Pharmacists got talent!

Colourful drawings make kids eager to pick up cancer medication

By Lisa Dutton

Tucked away in a tiny satellite pharmacy on 3B are a few employees with really big hearts and tons of talent. These oncology pharmacists and a technician like to bring smiles to the faces of children living with cancer.

The children and their families drop by the little pharmacy to pick up chemotherapy medication, anti-nausea medication and other drugs used to help them fight their cancer. The medication is placed in plain brown paper bags, similar to what you might use to carry your lunch. Until one day Ms. Jessika Truong, an oncology pharmacist, decided to customize the boring brown bags by drawing cartoons on them. She draws characters like Dora the Explorer, Bugs Bunny, and Nemo.

“I started doing it just for fun. The patients were happy. It put a smile on the kids’ faces,” she says. “It is a way for me to open the door into the children’s world. I am forging a bond of trust. With children, you can form bonds through art and song. But the kids really don’t want to hear me sing!” says Ms. Truong with a laugh.

Ms. Truong says her tiny gesture, drawing on those plain paper bags, makes the kids eager to come back to get their bag of ‘goodies’.

“If I don’t have a lot of time, I’ll draw a quick butterfly or a colourful boat. Sometimes I make the kids work by asking them to draw on a bag. Their bag is then given to another child. We pay it forward.”

When her fellow pharmacists and the pharmacy technicians saw how delighted the children were with the drawings, they too started to pick up colouring pencils to draw on the brown bags. It is now a team effort.

It has become so popular with the kids, the pharmacy team now gets special requests from patients requesting particular drawings, such as a horse. Sometimes the pharmacy team adopts a theme such as an aquarium, where all the bags feature colourful fish and the kids can pick the one they want. About five to six bags are handed out per day.

“The parents are happy and it shows that at The Montreal Children’s Hospital we put our heart in to everything we do,” says Ms. Truong.

“Given how busy everyone in the oncology pharmacy is, I think this is an amazing gesture that is greatly appreciated by the kids and parents. They deserve recognition for going completely out of their way to make these kids’ struggles with their illnesses a little easier,” says Dr. David Mitchell, MCH Oncologist.

One of the hard parts for the team was to figure out what to put on the bags of teenage boys. “I can’t draw a Ferrari, that is way beyond my talent level,” Ms. Truong says with a smile. So she decided to draw boats and fishing rods. One young man was delighted admitting that fishing is one of his favourite sports.

“These simple drawings allow us to get to know our patients. It becomes more than the disease and the dose of medication they are taking,” says Ms. Truong.

At times, the folks in the busy little pharmacy don’t have time to draw. Ms. Truong once tried taking a short cut, photocopying images on the bags. The kids knew right away and said she had ‘cheated’.

“I don’t want to photocopy drawings on to the bags because it not the same, it’s not personalized,” says Ms. Truong.

Right now Ms. Truong believes the MCH oncology pharmacy is the only one in Canada using cartoons to spruce up those plain brown medicine bags. In fact, one patient recently reported that while in Ontario at a summer camp for kids living with cancer, the other campers were jealous because his bags of medication sported brightly coloured drawings.

“I hope we are starting a trend,” says Ms. Truong. She and colleagues hope other hospitals will follow their lead. She feels the team’s small effort makes a big difference for children fighting cancer.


TASK DETAILS:
Copy every record verbatim. Leave the pictures out.

Dataset entries on figures
--------------------------------

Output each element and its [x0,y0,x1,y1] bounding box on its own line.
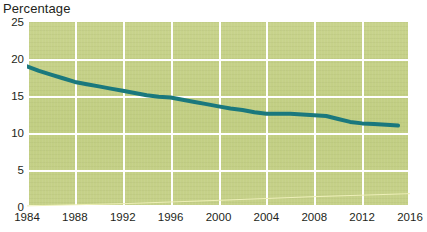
x-tick-2000: 2000 [206,211,232,223]
y-tick-15: 15 [0,90,24,102]
plot-area [27,22,410,207]
x-tick-1988: 1988 [62,211,88,223]
x-tick-2008: 2008 [301,211,327,223]
y-axis-title: Percentage [3,1,71,16]
series-line-baseline-trace [27,194,410,206]
x-tick-1996: 1996 [158,211,184,223]
y-tick-5: 5 [0,164,24,176]
x-tick-1984: 1984 [14,211,40,223]
x-tick-2004: 2004 [254,211,280,223]
y-tick-20: 20 [0,53,24,65]
series-line-Percentage [27,66,398,125]
x-tick-2016: 2016 [397,211,423,223]
x-tick-2012: 2012 [349,211,375,223]
chart-figure: Percentage 0510152025 198419881992199620… [0,0,427,232]
series-layer [27,22,410,207]
x-tick-1992: 1992 [110,211,136,223]
y-tick-25: 25 [0,16,24,28]
y-tick-10: 10 [0,127,24,139]
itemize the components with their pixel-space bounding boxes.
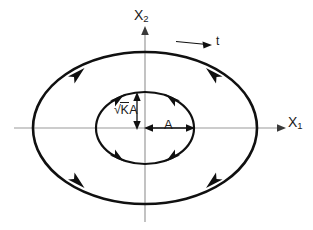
flow-arrow-inner-upper-right: [166, 95, 180, 107]
x1-axis-label: X1: [288, 115, 303, 131]
x1-axis-label-text: X: [288, 114, 297, 130]
flow-arrow-inner-lower-left: [110, 150, 124, 162]
velocity-amplitude-label: √KA: [113, 104, 138, 117]
radical-group: √K: [113, 104, 129, 117]
time-direction-arrow: [176, 42, 212, 49]
velocity-amplitude-trailing: A: [129, 103, 137, 117]
x2-axis-label: X2: [134, 8, 149, 24]
radicand: K: [120, 102, 129, 117]
x2-axis-label-subscript: 2: [143, 13, 148, 24]
x2-axis: [141, 26, 149, 222]
x1-axis-label-subscript: 1: [297, 120, 302, 131]
x2-axis-label-text: X: [134, 7, 143, 23]
flow-arrow-inner-lower-right: [166, 150, 180, 162]
phase-portrait-canvas: [0, 0, 313, 230]
phase-portrait-figure: X2 X1 t A √KA: [0, 0, 313, 230]
amplitude-label: A: [164, 118, 173, 131]
time-direction-label: t: [216, 35, 219, 47]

--------------------------------

TASK RESPONSE:
Output each element and its [x0,y0,x1,y1] bounding box on its own line.
x-tick-2000: 2000 [206,211,232,223]
y-tick-15: 15 [0,90,24,102]
plot-area [27,22,410,207]
x-tick-1988: 1988 [62,211,88,223]
x-tick-2008: 2008 [301,211,327,223]
y-axis-title: Percentage [3,1,71,16]
series-line-baseline-trace [27,194,410,206]
x-tick-1996: 1996 [158,211,184,223]
y-tick-5: 5 [0,164,24,176]
x-tick-1984: 1984 [14,211,40,223]
x-tick-2004: 2004 [254,211,280,223]
y-tick-20: 20 [0,53,24,65]
series-line-Percentage [27,66,398,125]
x-tick-2016: 2016 [397,211,423,223]
x-tick-2012: 2012 [349,211,375,223]
chart-figure: Percentage 0510152025 198419881992199620… [0,0,427,232]
series-layer [27,22,410,207]
x-tick-1992: 1992 [110,211,136,223]
y-tick-25: 25 [0,16,24,28]
y-tick-10: 10 [0,127,24,139]
itemize the components with their pixel-space bounding boxes.
flow-arrow-inner-upper-right: [166, 95, 180, 107]
x1-axis-label: X1: [288, 115, 303, 131]
x1-axis-label-text: X: [288, 114, 297, 130]
flow-arrow-inner-lower-left: [110, 150, 124, 162]
velocity-amplitude-label: √KA: [113, 104, 138, 117]
radical-group: √K: [113, 104, 129, 117]
time-direction-arrow: [176, 42, 212, 49]
velocity-amplitude-trailing: A: [129, 103, 137, 117]
x2-axis-label: X2: [134, 8, 149, 24]
radicand: K: [120, 102, 129, 117]
x2-axis-label-subscript: 2: [143, 13, 148, 24]
x2-axis: [141, 26, 149, 222]
x1-axis-label-subscript: 1: [297, 120, 302, 131]
x2-axis-label-text: X: [134, 7, 143, 23]
flow-arrow-inner-lower-right: [166, 150, 180, 162]
phase-portrait-canvas: [0, 0, 313, 230]
phase-portrait-figure: X2 X1 t A √KA: [0, 0, 313, 230]
amplitude-label: A: [164, 118, 173, 131]
time-direction-label: t: [216, 35, 219, 47]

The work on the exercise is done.